Telltale’s The Walking Dead Game Review: No Going Back

It all comes down to this.

By Nick Venable | Updated

What would you do if you were starving, exhausted, and injured, out in the middle of a snowstorm, and you were forced to make one of the most difficult decisions of your life, all based on your capacity for friendship and forgiveness? It’s not a question that normally pops up in people’s day-to-day lives, but for The Walking Dead: The Game’s Clementine, it’s just a Tuesday afternoon. Her transition from war-worn group member to take-charge leader is at the heart of “No Going Back,” the game’s excellent Season 2 finale, and it’s up to players to traverse the emotional landscape to allow her to reach the other side with any of her morals intact. It’s a rough journey, to say the least.

Starting off in the middle of the gunfight that ended Episode 4, “No Going Back” exemplifies its title from the very first second. While I’m trying to keep spoilers to a minimum for this review, I don’t think I’m giving too much away by saying the Russians are all disposed of in a most bloody manner here, leaving Clementine with Alvin and Rebecca’s baby. Kenny becomes obsessed with it and names him Alvin Jr.

The rebellious Jane also makes an appearance early on, joining Luke, Bonnie, and Mike to make this something of a full family unit. And we all know what happens when the family gets together under duress, right?

But before The Walking Dead game can rip away everything players have set up for themselves; there are a couple of lengthy sequences where running and fighting are replaced with casual conversation and light revelry.

In particular, the group bonds half-heartedly over a fire and a bottle of rum, and it’s quite possibly my favorite scene in this entire franchise. (I’m almost extending that opinion to the AMC series, but not quite.) As with Clementine, we’ve grown up in this game by firing bullets and saving lives, but this evening of quiet time allows her to also grow up in other people’s eyes, as she takes her first drink of rum and has adult conversations. (The sex jokes about Luke and Jane roused a few genuine chuckles out of me.)

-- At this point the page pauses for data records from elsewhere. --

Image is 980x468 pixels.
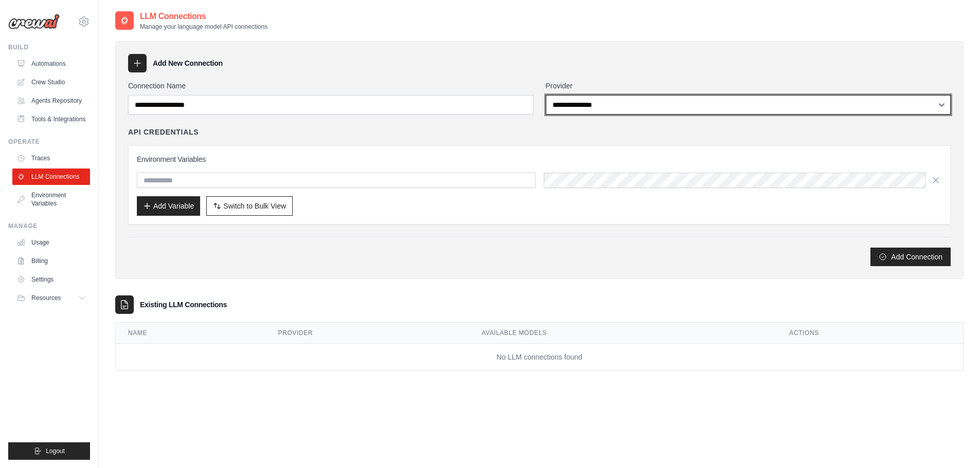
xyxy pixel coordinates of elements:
label: Connection Name [128,80,533,91]
h2: LLM Connections [140,11,267,23]
div: Manage [8,222,90,230]
button: Add Connection [870,248,950,266]
a: Billing [12,253,90,270]
h3: Add New Connection [153,58,223,68]
button: Resources [12,290,90,307]
label: Provider [545,80,951,91]
a: Crew Studio [12,74,90,90]
a: Traces [12,150,90,166]
a: Automations [12,56,90,72]
th: Available Models [469,323,777,344]
a: LLM Connections [12,169,90,185]
button: Logout [8,443,90,460]
span: Resources [31,294,61,302]
p: Manage your language model API connections [140,23,267,31]
span: Logout [46,448,65,456]
button: Switch to Bulk View [206,197,293,216]
th: Provider [266,323,470,344]
div: Operate [8,138,90,146]
a: Tools & Integrations [12,111,90,128]
a: Agents Repository [12,93,90,109]
th: Actions [777,323,963,344]
th: Name [116,323,266,344]
h3: Existing LLM Connections [140,300,227,310]
img: Logo [8,14,60,30]
div: Build [8,43,90,52]
a: Settings [12,271,90,288]
td: No LLM connections found [116,344,963,371]
button: Add Variable [137,197,200,216]
span: Switch to Bulk View [223,201,286,211]
a: Usage [12,234,90,251]
a: Environment Variables [12,187,90,211]
h4: API Credentials [128,127,198,137]
h3: Environment Variables [137,154,941,165]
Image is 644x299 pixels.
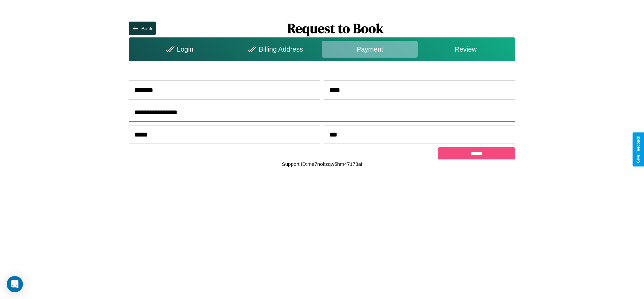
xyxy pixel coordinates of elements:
div: Give Feedback [636,136,641,163]
div: Login [130,41,226,57]
h1: Request to Book [156,19,515,37]
div: Payment [322,41,418,57]
div: Review [418,41,513,57]
div: Billing Address [226,41,322,57]
div: Back [141,26,152,31]
p: Support ID: me7nokzqw5hm47178ai [282,159,362,169]
button: Back [129,22,156,35]
div: Open Intercom Messenger [7,276,23,292]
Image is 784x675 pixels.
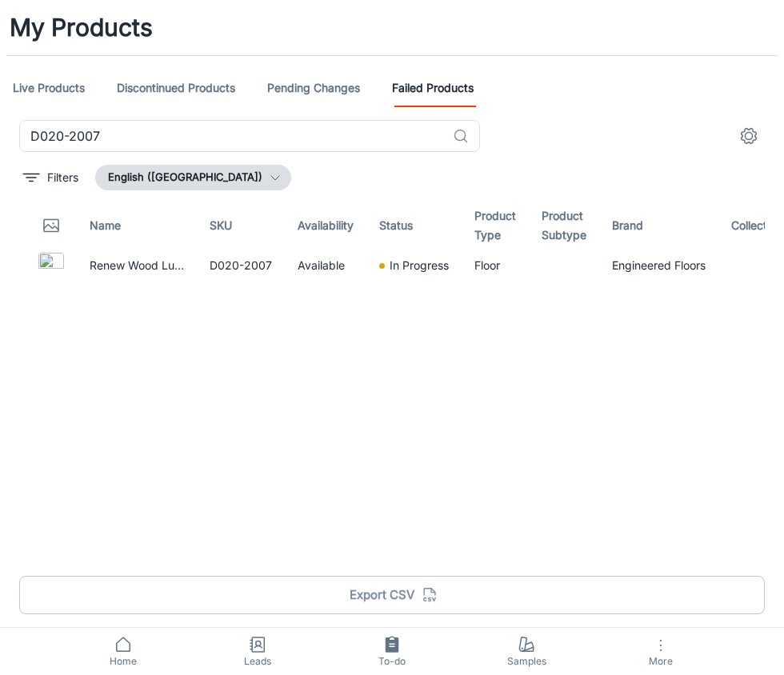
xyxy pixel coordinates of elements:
[200,654,316,669] span: Leads
[196,248,285,283] td: D020-2007
[95,165,292,190] button: English ([GEOGRAPHIC_DATA])
[392,69,473,107] a: Failed Products
[461,248,529,283] td: Floor
[529,203,600,248] th: Product Subtype
[459,628,594,675] a: Samples
[469,654,584,669] span: Samples
[335,654,449,669] span: To-do
[77,203,196,248] th: Name
[19,576,765,614] button: Export CSV
[65,654,181,669] span: Home
[600,248,719,283] td: Engineered Floors
[190,628,325,675] a: Leads
[56,628,190,675] a: Home
[47,169,78,186] p: Filters
[19,120,447,152] input: Search
[285,203,366,248] th: Availability
[13,69,85,107] a: Live Products
[42,216,61,235] svg: Thumbnail
[9,9,153,45] h1: My Products
[389,256,449,274] p: In Progress
[325,628,459,675] a: To-do
[366,203,461,248] th: Status
[285,248,366,283] td: Available
[600,203,719,248] th: Brand
[89,256,184,274] p: Renew Wood Lux - [GEOGRAPHIC_DATA]
[268,69,360,107] a: Pending Changes
[196,203,285,248] th: SKU
[117,69,235,107] a: Discontinued Products
[461,203,529,248] th: Product Type
[733,120,765,152] button: settings
[603,655,719,667] span: More
[19,165,82,190] button: filter
[594,628,728,675] button: More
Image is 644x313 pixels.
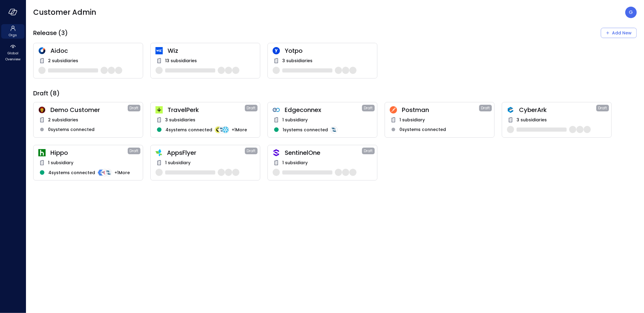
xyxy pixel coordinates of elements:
span: 1 subsidiary [48,159,73,166]
span: Edgeconnex [284,106,362,114]
span: Draft [130,148,139,154]
img: oujisyhxiqy1h0xilnqx [273,149,280,156]
img: zbmm8o9awxf8yv3ehdzf [155,149,162,156]
img: hddnet8eoxqedtuhlo6i [38,47,46,54]
span: 4 systems connected [166,126,212,133]
span: Release (3) [33,29,68,37]
span: CyberArk [519,106,596,114]
span: Orgs [9,32,17,38]
span: Customer Admin [33,8,96,17]
span: AppsFlyer [167,149,245,156]
img: ynjrjpaiymlkbkxtflmu [38,149,46,156]
span: 13 subsidiaries [165,58,197,64]
span: 2 subsidiaries [48,117,78,123]
img: gkfkl11jtdpupy4uruhy [273,106,280,113]
span: 3 subsidiaries [517,117,547,123]
span: Global Overview [4,50,22,62]
div: Add New [612,29,632,37]
span: Draft [247,105,256,111]
span: Hippo [51,149,127,156]
span: Draft [364,148,373,154]
img: integration-logo [101,169,109,176]
button: Add New [600,28,636,38]
span: TravelPerk [168,106,245,114]
span: Draft [247,148,256,154]
img: integration-logo [222,126,229,133]
span: 4 systems connected [48,169,95,176]
img: cfcvbyzhwvtbhao628kj [155,47,163,54]
img: integration-logo [218,126,225,133]
span: 1 subsidiary [399,117,425,123]
img: integration-logo [214,126,222,133]
span: Aidoc [51,47,138,55]
img: scnakozdowacoarmaydw [38,106,46,113]
span: Draft [130,105,139,111]
span: 2 subsidiaries [48,58,78,64]
img: integration-logo [97,169,105,176]
div: Add New Organization [600,28,636,38]
span: Wiz [168,47,255,55]
div: Orgs [1,24,24,39]
span: Postman [402,106,479,114]
span: 1 subsidiary [282,117,307,123]
span: 0 systems connected [399,126,446,133]
span: Draft [598,105,607,111]
span: 0 systems connected [48,126,95,133]
div: Global Overview [1,42,24,63]
img: rosehlgmm5jjurozkspi [273,47,280,54]
span: + 1 More [232,126,247,133]
span: 3 subsidiaries [282,58,312,64]
span: 1 subsidiary [282,159,307,166]
img: integration-logo [330,126,338,133]
span: SentinelOne [284,149,362,156]
span: Draft [364,105,373,111]
span: 1 systems connected [283,126,328,133]
span: Demo Customer [51,106,127,114]
span: Draft (8) [33,89,60,97]
img: a5he5ildahzqx8n3jb8t [507,106,514,113]
span: Draft [481,105,490,111]
img: integration-logo [105,169,112,176]
span: 3 subsidiaries [165,117,195,123]
div: Guy [625,6,636,18]
p: G [629,9,633,16]
span: + 1 More [115,169,130,176]
span: Yotpo [284,47,372,55]
img: t2hojgg0dluj8wcjhofe [390,106,397,113]
img: euz2wel6fvrjeyhjwgr9 [155,106,163,113]
span: 1 subsidiary [165,159,190,166]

It’s also up to Clementine to keep Kenny in line with something that resembles sanity, a task that comes with no instruction booklet. He’s extremely impulsive, with violence as his only tie to humanity.

The Walking Dead game group is stuck with the young Russian boy Arvo, whom Kenny treats more like a slave than anything else, disbelieving the boy’s claims of supplies and food waiting ahead. But not everyone shares Kenny’s opinions on Arvo, and this leads to a second-act twist that I definitely didn’t see coming. It’s not a mystery twist—like “Kenny is actually a ghost”—but the narrative splinters off into a different path.

Honestly, there isn’t much else to say about this The Walking Dead game story without giving things away. Clementine (and you) is forced to make some hefty decisions, as there are something like nine different ways the game can end, depending on where your loyalties and motivations lie. Everything is guided by hope and the dependency that everything will somehow revert back to the way things were before, even though the “before” we’ve experienced has always been plagued with death and depression.

While we know a third season of The Walking Dead: The Game is coming from Telltale next year, there’s still no definite answer as to what state of mind Clementine will be in by that point. As the player, you just have to give her the best possible outcome that you can.

All in all, “No Coming Back” definitely contains some harrowing sequences and rather intense dialogue between Kenny and…everyone…but there is still more hope here than there has been in episodes past. Perhaps because there’s a baby around, or perhaps because the problems experienced were less about zombie bites and more about human decency.

Or maybe it’s because I also had my own bottle of rum while playing the game. Either way, this episode wraps up another solid season of The Walking Dead: The Game and I was able to walk away with a smile on my face, instead of a furrowed brow. Sometimes, that’s the only victory we can hope for.

Oh, and be sure and say hi to Lee for me, will you?